All facetiousness aside, there is a lot of new content here, although looking back on it now, a lot of it doesn't
feel new. In this case, however, I'm aware that time has colored my perceptions: things like a +1 bonus when attacking from higher ground (hello there, General Kenobi!), attacks of opportunity, disarming enemies, etc. all make me think of D&D 3rd Edition. While this book was written well over a year before TSR would be bought out by WotC, and so can't really be said to have been floating ideas for what would make it into 3E, it's clear to me (particularly in light of having recently finished
30 Years of Adventure: A Celebration of Dungeons & Dragons, which talks about the 3E design process) that this book was very much on the minds of WotC's design team when it came time to revamp the game.
Rather oddly, one point that sticks out to me now is how there's one place where this book did include some stealth-errata: it allowed characters from the warrior class group (i.e. fighters, rangers, and paladins) who received bonus non-weapon proficiency slots from high Intelligence to spend those on weapon proficiencies, which reversed what
PHBR1 The Complete Fighter's Handbook said on the subject.
Likewise, while this book goes out of its way to highlight that these rules are optional, and in many cases modular, one of the most notable changes it introduces is also one of the more subtle: it redefines the use of "rounds" as a unit of time, now calling it a "combat round." The difference being that a "round" is one minute, whereas a "combat round" is said to be between ten to fifteen seconds (though it explicitly says that five combat rounds make up one round, suggesting that they're actually twelve seconds long). 3rd Edition would shrink this down further, making rounds a six-second unit of time.

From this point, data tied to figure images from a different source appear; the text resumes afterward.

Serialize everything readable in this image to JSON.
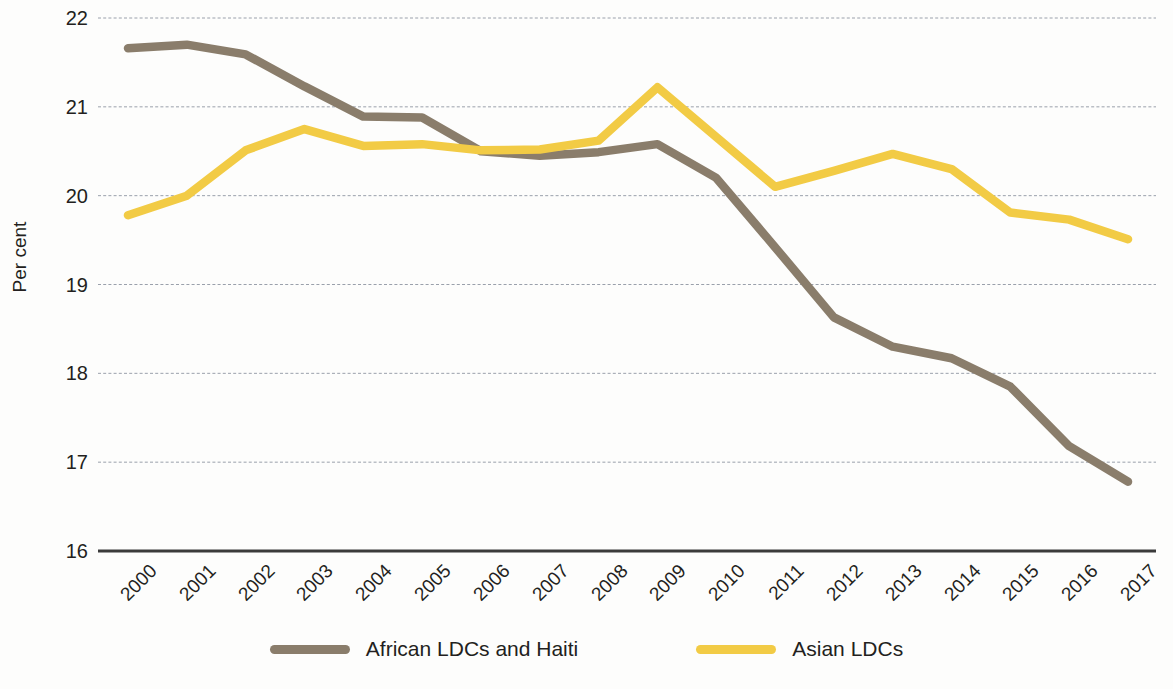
{
  "chart_data": {
    "type": "line",
    "title": "",
    "xlabel": "",
    "ylabel": "Per cent",
    "ylim": [
      16,
      22
    ],
    "yticks": [
      16,
      17,
      18,
      19,
      20,
      21,
      22
    ],
    "grid": true,
    "legend_position": "bottom",
    "categories": [
      "2000",
      "2001",
      "2002",
      "2003",
      "2004",
      "2005",
      "2006",
      "2007",
      "2008",
      "2009",
      "2010",
      "2011",
      "2012",
      "2013",
      "2014",
      "2015",
      "2016",
      "2017"
    ],
    "series": [
      {
        "name": "African LDCs and Haiti",
        "color": "#8a7d6b",
        "values": [
          21.66,
          21.7,
          21.59,
          21.23,
          20.89,
          20.88,
          20.5,
          20.45,
          20.49,
          20.58,
          20.2,
          19.42,
          18.63,
          18.3,
          18.17,
          17.85,
          17.18,
          16.78
        ]
      },
      {
        "name": "Asian LDCs",
        "color": "#f2cb45",
        "values": [
          19.78,
          20.0,
          20.51,
          20.75,
          20.56,
          20.58,
          20.51,
          20.52,
          20.62,
          21.22,
          20.66,
          20.1,
          20.28,
          20.47,
          20.3,
          19.81,
          19.73,
          19.51
        ]
      }
    ]
  },
  "axis": {
    "y_title": "Per cent"
  },
  "legend": {
    "items": [
      {
        "label": "African LDCs and Haiti",
        "color": "#8a7d6b"
      },
      {
        "label": "Asian LDCs",
        "color": "#f2cb45"
      }
    ]
  },
  "source_note": ""
}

Also, I rolled my eyes a little at the period-based weapon listings later in the book. I mean, I get that if you want your game to reflect a different genre, then tailoring equipment lists is one of the ways to do that; as this book notes, it'd feel weird if a samurai fought with a pilum (though if you
want your game world to have a culture that's not just a historical pastiche, liberally mixing particular elements seems like a fun way to go about doing so, at least to me). But the divisions in chapter seven feel a little too narrow to me: did we really need lists of appropriate weapons for the Dark Ages, Crusades, Hundred Years' War, and Renaissance?

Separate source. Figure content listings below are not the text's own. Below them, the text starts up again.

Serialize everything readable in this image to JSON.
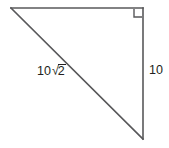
{
  "figure": {
    "type": "right-triangle-diagram",
    "canvas": {
      "width": 169,
      "height": 148,
      "background": "#ffffff"
    },
    "stroke_color": "#58585a",
    "text_color": "#231f20",
    "vertices": {
      "top_left": {
        "x": 11,
        "y": 8
      },
      "top_right": {
        "x": 143,
        "y": 8
      },
      "bottom_right": {
        "x": 143,
        "y": 139
      }
    },
    "right_angle": {
      "at_vertex": "top_right",
      "marker": "square",
      "size": 9
    },
    "labels": {
      "hypotenuse": {
        "coefficient": "10",
        "radical_symbol": "√",
        "radicand": "2",
        "full_text": "10√2"
      },
      "vertical_leg": "10"
    }
  }
}
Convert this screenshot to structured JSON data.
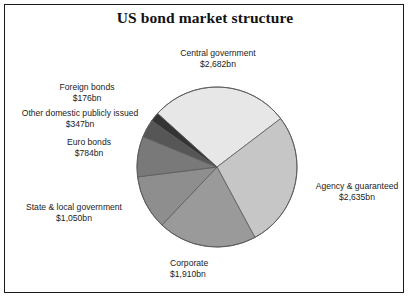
{
  "chart_title": "US bond market structure",
  "chart_data": {
    "type": "pie",
    "title": "US bond market structure",
    "xlabel": "",
    "ylabel": "",
    "unit": "bn",
    "currency": "$",
    "total": 9584,
    "legend_position": "none",
    "grid": false,
    "labels_outside": true,
    "start_angle_deg": -48,
    "direction": "clockwise",
    "categories": [
      "Central government",
      "Agency & guaranteed",
      "Corporate",
      "State & local government",
      "Euro bonds",
      "Other domestic publicly issued",
      "Foreign  bonds"
    ],
    "values": [
      2682,
      2635,
      1910,
      1050,
      784,
      347,
      176
    ],
    "value_labels": [
      "$2,682bn",
      "$2,635bn",
      "$1,910bn",
      "$1,050bn",
      "$784bn",
      "$347bn",
      "$176bn"
    ],
    "colors": [
      "#e7e7e7",
      "#c6c6c6",
      "#9a9a9a",
      "#8e8e8e",
      "#797979",
      "#565656",
      "#343434"
    ],
    "slices": [
      {
        "name": "Central government",
        "value": 2682,
        "value_label": "$2,682bn",
        "color": "#e7e7e7",
        "percent": 28.0
      },
      {
        "name": "Agency & guaranteed",
        "value": 2635,
        "value_label": "$2,635bn",
        "color": "#c6c6c6",
        "percent": 27.5
      },
      {
        "name": "Corporate",
        "value": 1910,
        "value_label": "$1,910bn",
        "color": "#9a9a9a",
        "percent": 19.9
      },
      {
        "name": "State & local government",
        "value": 1050,
        "value_label": "$1,050bn",
        "color": "#8e8e8e",
        "percent": 11.0
      },
      {
        "name": "Euro bonds",
        "value": 784,
        "value_label": "$784bn",
        "color": "#797979",
        "percent": 8.2
      },
      {
        "name": "Other domestic publicly issued",
        "value": 347,
        "value_label": "$347bn",
        "color": "#565656",
        "percent": 3.6
      },
      {
        "name": "Foreign  bonds",
        "value": 176,
        "value_label": "$176bn",
        "color": "#343434",
        "percent": 1.8
      }
    ]
  },
  "labels": {
    "central": {
      "name": "Central government",
      "value": "$2,682bn"
    },
    "agency": {
      "name": "Agency & guaranteed",
      "value": "$2,635bn"
    },
    "corporate": {
      "name": "Corporate",
      "value": "$1,910bn"
    },
    "state": {
      "name": "State & local government",
      "value": "$1,050bn"
    },
    "euro": {
      "name": "Euro bonds",
      "value": "$784bn"
    },
    "otherdom": {
      "name": "Other domestic publicly issued",
      "value": "$347bn"
    },
    "foreign": {
      "name": "Foreign  bonds",
      "value": "$176bn"
    }
  },
  "style": {
    "frame_border_color": "#1a1a1a",
    "background": "#ffffff",
    "text_color": "#1c1c1c",
    "slice_outline": "#5a5a5a"
  }
}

Overall, I understand what this book was trying to do; the fighter (and its cousin classes) can be very boring in AD&D 2nd Edition. Heck, the mainline Core Rules don't even allow for critical hits! But while I won't say that this book is bad, the solutions it presents feel overwrought; we get pages and pages of critical hit tables for the body locations of humans, animals, monsters, all with variations depending on the type of damage dealt (i.e. slashing, piercing, or bludgeoning). It's like bringing in the Army Corps of Engineers to replace a flat tire.

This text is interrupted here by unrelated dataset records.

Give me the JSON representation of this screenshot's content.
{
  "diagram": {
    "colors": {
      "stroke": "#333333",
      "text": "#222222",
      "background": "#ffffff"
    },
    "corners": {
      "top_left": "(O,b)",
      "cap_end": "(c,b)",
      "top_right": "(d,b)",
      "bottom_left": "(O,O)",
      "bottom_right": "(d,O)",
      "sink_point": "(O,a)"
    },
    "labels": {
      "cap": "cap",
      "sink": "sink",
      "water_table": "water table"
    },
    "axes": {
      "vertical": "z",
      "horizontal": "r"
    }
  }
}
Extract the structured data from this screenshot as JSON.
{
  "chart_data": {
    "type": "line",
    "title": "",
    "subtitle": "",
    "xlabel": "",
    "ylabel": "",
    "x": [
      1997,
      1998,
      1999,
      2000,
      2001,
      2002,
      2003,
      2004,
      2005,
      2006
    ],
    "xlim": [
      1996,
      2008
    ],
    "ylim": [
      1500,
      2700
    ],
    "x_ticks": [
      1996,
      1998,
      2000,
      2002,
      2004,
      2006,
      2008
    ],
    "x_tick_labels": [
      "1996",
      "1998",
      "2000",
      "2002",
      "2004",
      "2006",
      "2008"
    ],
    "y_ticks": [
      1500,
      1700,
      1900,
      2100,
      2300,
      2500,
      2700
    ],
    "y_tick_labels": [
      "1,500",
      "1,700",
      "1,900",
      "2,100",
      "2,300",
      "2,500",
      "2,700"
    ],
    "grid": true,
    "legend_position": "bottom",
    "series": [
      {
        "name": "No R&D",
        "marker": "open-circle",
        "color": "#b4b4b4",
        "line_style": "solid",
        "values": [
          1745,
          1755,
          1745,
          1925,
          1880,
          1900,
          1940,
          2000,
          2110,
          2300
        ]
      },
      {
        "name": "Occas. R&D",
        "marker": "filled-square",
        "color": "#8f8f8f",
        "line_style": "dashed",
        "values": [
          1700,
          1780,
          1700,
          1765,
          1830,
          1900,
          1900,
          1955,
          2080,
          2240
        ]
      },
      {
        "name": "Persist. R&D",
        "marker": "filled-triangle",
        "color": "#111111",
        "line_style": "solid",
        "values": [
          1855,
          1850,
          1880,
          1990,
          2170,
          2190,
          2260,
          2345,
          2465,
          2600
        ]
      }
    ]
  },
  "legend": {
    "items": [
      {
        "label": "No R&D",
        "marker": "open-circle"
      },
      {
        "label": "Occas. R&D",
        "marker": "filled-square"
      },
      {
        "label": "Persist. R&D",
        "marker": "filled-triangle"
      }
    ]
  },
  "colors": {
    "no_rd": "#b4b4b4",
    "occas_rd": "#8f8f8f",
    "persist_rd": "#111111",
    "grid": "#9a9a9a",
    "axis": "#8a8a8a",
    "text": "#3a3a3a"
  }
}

Looking back now, the impression I have is that the majority of what this book offered was too much work to bring into your game, at least if you wanted to introduce anything more than a couple of small changes. The reward simply doesn't seem worth the payoff in terms of making everyone at the table relearn/remember various tweaks and tidbits. It's entirely possible that I'm misjudging this, of course, but given how prosaic many of these options are (a casualty, I suspect, of focusing so firmly on the non-magical aspects of a high fantasy world), I've never been able to get excited about what's here, neither when I first read this book nor now.
The bottom line is that the strategy involved in
Combat & Tactics works, but comes across as a Pyrrhic victory.